Parents who did not achieve their own independence, are driven by insecurities and anxieties of the crippled person. As parents they develop a dependent relationship with their children that reflects their past dependency on their own parents and the antagonistic and stressful relations with society in general. Many parents have a dependent relations with each other and their own social group. Children of such parents cannot experience genuine love that encourage independent emotional and intellectual development. Such children remain anxious about their separateness. As children they do not know that it is not their fault to feel that way. Many times they internalize deep feelings of guilt, shame, and anxieties in their semi-consciousness or unconsciousness. These are feelings of a child who tried to overcome separateness and failed, since he/she did not receive a positive warmth from the parents and a human culture that is based on love and independence. Consequently the grown adults develop relationships with other people that are governed by guilt, constant anxiety, suppressed anger, etc. These are the feelings of an insecure child who is constantly seeking the full human love he/she did not receive from the parents and other key people in the childhood. As long as the adult remains emotionally a child, the “child” blames him/herself for the lack of love. That normally reinforces in the adult the feelings of guilt and shame which are associated with the self blame of a child; this only deepens the feelings of separateness and anxiety — thus there is a sad circle of anxiety, shame and separateness. The only kind of “love” these adults know is love that is deeply mixed with such social negative feelings. The grown adults seek the same pattern of “love” in their relationship with other adults. This is the source of the typical cycles of couples’ passionate “love” and fights.
As long as such children do not grow around parents and other people who are full humans — that is, who are able to give them love by the aliveness of a continually growing person — the emotional growth of such children does not steer toward independence but dependence. Only a person who is fully alive — that is, a person who can experience love with the full range of human feelings such as joy, the excitement of spontaneity, as well as compassion and sadness — can give positive love to the child that encourages the child to develop emotional independence later on. The unconditional love from such parents, and in particularly from the mother, creates in the child the inner ability to relate to the self and the world with the deep feelings of love and trust. This permits the growing person to experience the basic feeling of “I” as a non alienated entity — by a person who can love and connect. When the parents and their close circles are people who love life and the spontaneity of life, they encourage the child to express his/her own feelings and thoughts even if they negative; the person who loves life is not intimidated by occasional negatives feelings such as anger from misunderstanding, because a genuine dialog about what is behind such feelings generates independence and growth on both sides. An empathic loving adult would support the young person to explore his/her full range of feelings and independent reasoning through supportive love and dialog.
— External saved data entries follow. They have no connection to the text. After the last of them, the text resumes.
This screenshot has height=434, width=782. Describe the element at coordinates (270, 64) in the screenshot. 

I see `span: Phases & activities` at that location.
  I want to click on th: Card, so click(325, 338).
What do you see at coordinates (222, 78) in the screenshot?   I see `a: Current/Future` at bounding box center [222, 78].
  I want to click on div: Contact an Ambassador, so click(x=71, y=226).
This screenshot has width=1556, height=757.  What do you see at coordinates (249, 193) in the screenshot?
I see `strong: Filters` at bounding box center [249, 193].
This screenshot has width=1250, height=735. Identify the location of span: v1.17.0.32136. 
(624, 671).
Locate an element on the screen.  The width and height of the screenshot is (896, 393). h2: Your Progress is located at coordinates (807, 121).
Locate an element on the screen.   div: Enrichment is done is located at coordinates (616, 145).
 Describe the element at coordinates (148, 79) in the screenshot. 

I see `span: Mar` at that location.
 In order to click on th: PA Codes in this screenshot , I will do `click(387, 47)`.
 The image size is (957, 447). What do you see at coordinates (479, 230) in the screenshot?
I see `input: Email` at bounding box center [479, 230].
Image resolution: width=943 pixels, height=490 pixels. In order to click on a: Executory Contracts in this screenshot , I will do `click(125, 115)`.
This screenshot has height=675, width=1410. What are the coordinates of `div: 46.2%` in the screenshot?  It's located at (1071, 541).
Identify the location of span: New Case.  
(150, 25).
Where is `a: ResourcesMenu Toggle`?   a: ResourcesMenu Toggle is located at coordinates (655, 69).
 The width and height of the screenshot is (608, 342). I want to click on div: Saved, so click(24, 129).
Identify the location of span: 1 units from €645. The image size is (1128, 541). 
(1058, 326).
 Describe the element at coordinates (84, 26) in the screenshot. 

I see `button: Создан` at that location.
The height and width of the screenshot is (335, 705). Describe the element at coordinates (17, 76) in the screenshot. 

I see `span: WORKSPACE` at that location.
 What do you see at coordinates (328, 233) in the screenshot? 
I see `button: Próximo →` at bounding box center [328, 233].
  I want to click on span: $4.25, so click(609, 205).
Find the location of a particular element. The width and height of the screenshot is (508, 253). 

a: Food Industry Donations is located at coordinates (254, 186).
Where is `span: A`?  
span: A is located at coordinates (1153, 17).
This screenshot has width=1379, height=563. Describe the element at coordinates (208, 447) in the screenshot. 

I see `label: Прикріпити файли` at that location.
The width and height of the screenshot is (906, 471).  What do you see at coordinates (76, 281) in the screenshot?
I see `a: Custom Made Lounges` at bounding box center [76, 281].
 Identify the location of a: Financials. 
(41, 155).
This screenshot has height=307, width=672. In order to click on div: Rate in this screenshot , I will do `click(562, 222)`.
A child who is raised by such people, can develop the ability to experience him/her self as an independent person who does not need the constant approval of his/her group. With such parents and support by others, children learn to overcome separateness with other people through the genuine unity of the growing love: unity that allows the growing person to develop their full range of potential emotions and experience their ability for reasoning without the disruptive emotional dependency that the average person experiences in our society.
The fact that most of us remain insecure children, can be easily seen in many adults. Take for example, the typical person that we call a controlling freak. This is a typical personality for bosses and managers. Such persons cannot relax unless they are in control of the situation, people around them, and, of course, things that they use. Such people normally like positions in which they are in charge of controlling other people. They normally have some sadistic features to their personality. They enjoy (sometimes unconsciously) controlling people and even inflicting some pain on them . Under routine conditions such a person appear “normal” for most people — perhaps with some aggressive and overbearing features that can be a pain in the ass. But when such a person is put in an environment in which they lose the control, they fall into pieces. Their belly is tied in knots, and they sometimes display a full show of a three years old tantrum. When the routines of the compensatory mechanism (of controlling people) stopped functioning, the frightened and insecure child bust into the open and “take over” our controlling freak. There are many variations of this personality and other “normal” type personalities that are governed by the insecure child. It is, however, outside the scope of this book to deal with them and children’s development in general.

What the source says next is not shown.